What is the relationship of human beings with objects?
It is a amor-odi relationship. Contact is cada time m is virtual, and I speak for myself too. Before the phone appeared m jo I was walking down the street looking at everything, taking an interest in everything, touching everything. And I continue to do it, but less, even though, for example, in a restaurant, si m like the dish, I take it and turn it over (before they put the soup on me, of course...).
This restlessness to look, seek and grasp... This curiosity... Does on come from?

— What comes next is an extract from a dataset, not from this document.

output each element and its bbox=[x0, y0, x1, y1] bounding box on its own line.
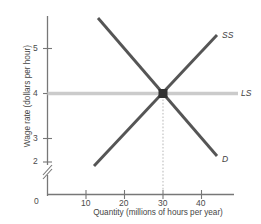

As for the furniture, maybe because my father was a cabinetmaker. He always told me: "Fuster no.... cabinetmaker". Although the furniture my father worked with has nothing to do with the ones m like. My grandfather was also a cabinetmaker. I try not to lose my curiosity. It is a spirit that must be worked on.
The path is m is important than the destination.
Walking these paths I have met people I would not have met otherwise.
For you, what is creating?
I've never created objects, but my work is creative. M sit in front of a blank sheet of paper with the almost civil servant obligation to make people laugh. For me, creating is thinking about making a smile, which is a very difficult pleasure cil describe. Sometimes you think it will work and it doesn't, and other times the other way around.
The exceptional André Ricard says that in design, the tica is a consequence not an end. Perfection in function usually produces beautiful shapes.
Yes, without a doubt. It's perfection. There are many well-finished objects that have something wrong.
Continuing with the ideas of this design referent, he calls these useless objects "pol objectual illusion".
Jo I think there must be useless design to value useful design. And jo that I dedicate myself to writing humor, I find that in bad design there is an inexhaustible source of humor. For example, in the films of Jacques Tati, who is confronted with automatic kitchens. fet, jo quan I go to a public toilet I write down in a notebook what is there: a tap with a photoelectric cell that you don't know how it goes, an air conditioner that t'dries your hands and that stops working cada two by three, an automatic light tica that goes out at the worst time, etc. With this sixth rie of situations I laugh. I remember an exhibition that was held many years ago at the Palau de la Virreina on poorly designed objects. There was a public bench that was jammed in the rain, a clock on you could watch TV, but in which they broadcast a film with subtitles and it was impossible to read the subtitles, a public address system that distorted the voice and was absolutely unintelligible... I admit it. I'm a case.